L.A.'s coast was once a DDT dumping ground (2020)
latimes.comAnother unfortunate environmental disaster in the LA area is the Stringfellow Acid Pits, one of the first EPA superfund sites.
.....wait, we've known this for 20 years
It seems to take about 50 years of headlines (2 generations) for environmental concerns to get through to the public enough to make an impact. This is actually a really underappreciated thing. What's the next environmental catastrophe in 50 years? (optimistically assuming we somehow start acting on and survive the current global warming disaster that was discovered in 70sa/80s)
Wait till you read about carbon dioxide!
Is there a human-readable version of this page?
You could use your browser's Reader Mode. Firefox and Safari users already have it, and Chrome users can enable Reader Mode in chrome://flags (and then restart the browser for the new feature to be available)

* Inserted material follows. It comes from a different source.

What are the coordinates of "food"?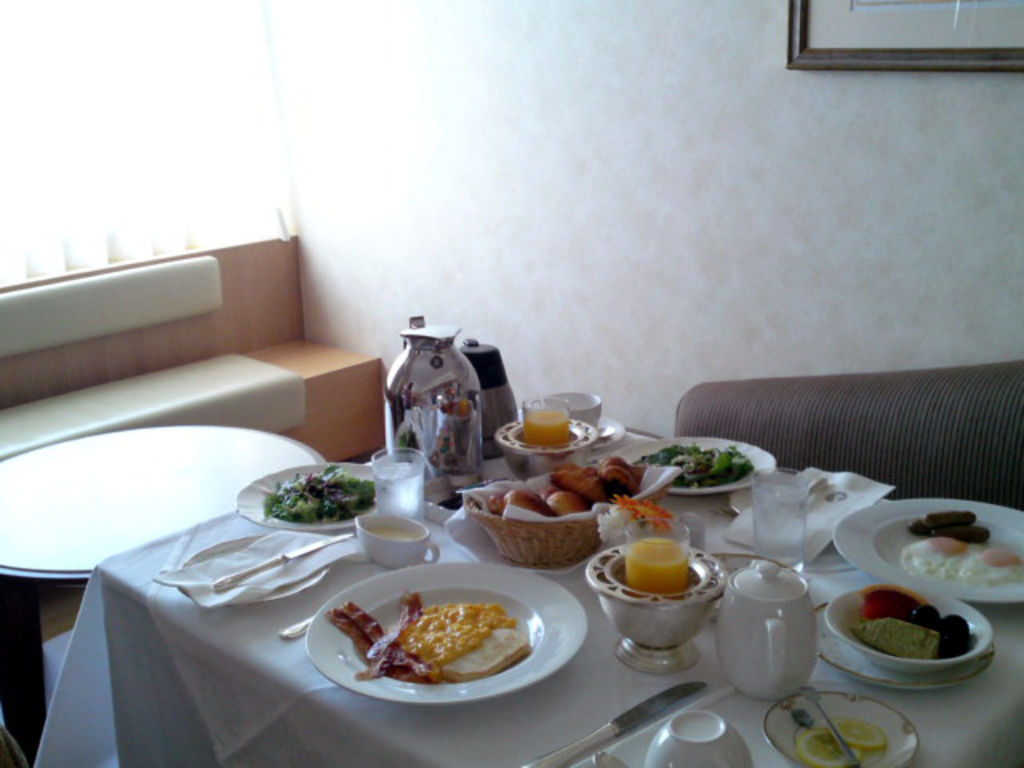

I mean the US government itself was dumping mustard gas and other toxic chemicals into this area for decades.
Not sure the DDT ranks that high of concern.

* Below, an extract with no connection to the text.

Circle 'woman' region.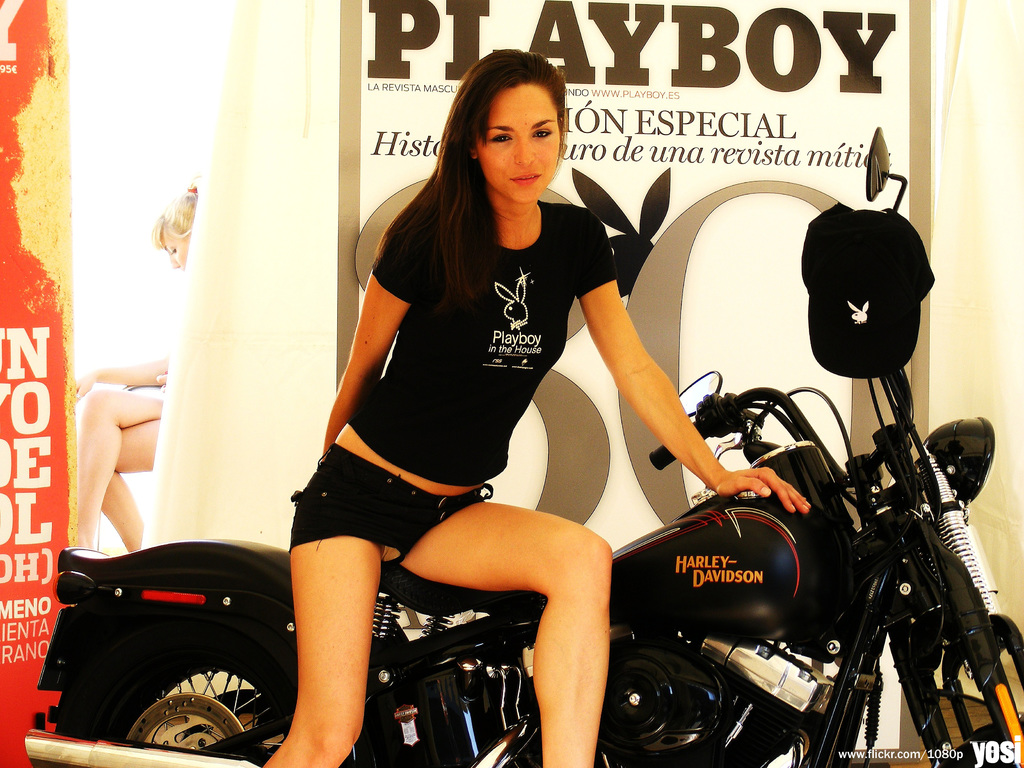
Region: box=[300, 35, 823, 767].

>Not sure the DDT ranks that high of concern.
The studies linking aquatic harm are actually better than the studies linking terrestrial or avian harm. As it's poorly soluble in water it just sorta hangs around and kills fish. This was known all the way back in the 1940's https://spo.nmfs.noaa.gov/sites/default/files/legacy-pdfs/CI...
DDT has a long persistence in the environment, longer than mustard.
Sure but mustard kills you dead real quick. And is slowly leaking even decades later. It hasn’t gone away.
Agreed mustard is terrible. We should get that cleaned up immediately as well.
Weird that you think this is some sort of completion, weirder that you picked a side.
If your goal is just to cluck your tongue on the internet, then yeah, it's not a competition.
If you're looking to spend limited resources addressing it, spending it on the worse situation is just smart.